A Dominican player, Miguel “Sugar” Santos (Algenis Pérez Soto), is assigned to a lower-level minor league team in a small city in rural Iowa. His English is limited. He lives with a local family, well-meaning but with little background in things Latin American. His coach speaks to him as if Sugar understood English. After some early-season pitching success, Sugar runs into a rough patch and some hostility. He bolts from the team, finds his way to New York, and, with his visa expired, gets a job washing dishes. He finds some redemption, playing ball in pickup games in Central Park with other Latinos.
 
This story is not overdramatized.
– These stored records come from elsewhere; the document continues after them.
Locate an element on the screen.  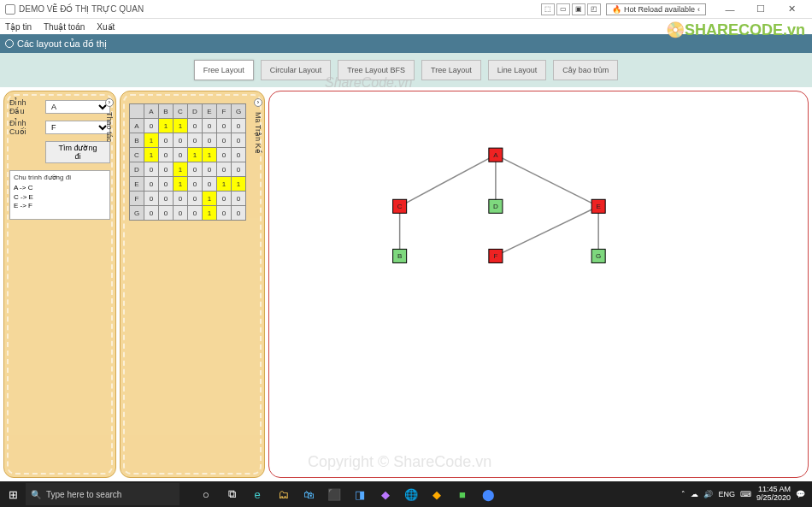
edge-icon: e is located at coordinates (257, 494).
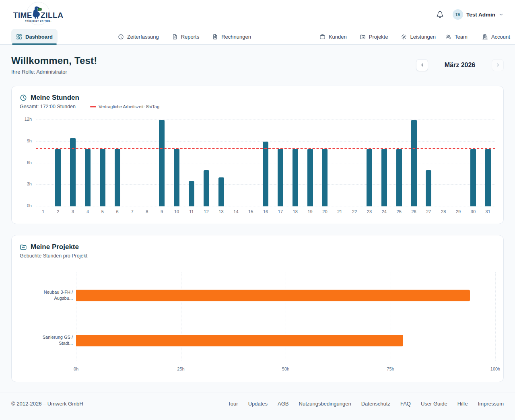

Sugar could call home on his cell. The Dominican great Pedro Martínez was assigned to the wilderness of Great Falls, Montana, in the pre-cell days of 1990. Visas for minor league players expire at the end of the season and some, like Sugar, who have not had enough success disappear into the big cities.
 
I wondered if this might have been the case with Burt Reynolds. Then I discovered through another web search that Burt played last summer for the Newark Bears in the independent Canadian-American league. Independent teams have no affiliation with Major League teams, so they have to pay their players out of ticket sales (perhaps $800 to $2,000 a month, more if they have Major League experience). Rosters are filled with players hoping to get into the minor leagues, to be late bloomers, and a few former major leaguers hoping for one last shot.
 
I called the Bears—a team that began in Newark in 1917—and was directed to Buddy Caruso, Business Manager, Concessions Director and jack-of-all-trades. He gave me Burt’s e-mail address and speculated that he was home working out with his cousin Robinson. The Bears plan to sign him for this season. So far, Burt Reynolds has not responded to my e-mails.

Spring 2012Volume XI, Number 3

Jack Spence played first base for the Fenton High School Bisons. He later became Associate Professor of Political Science, with a research focus on war-torn Central America, and Associate Dean of the College of Liberal Arts at the University of Massachusetts Boston. He retired in 2010.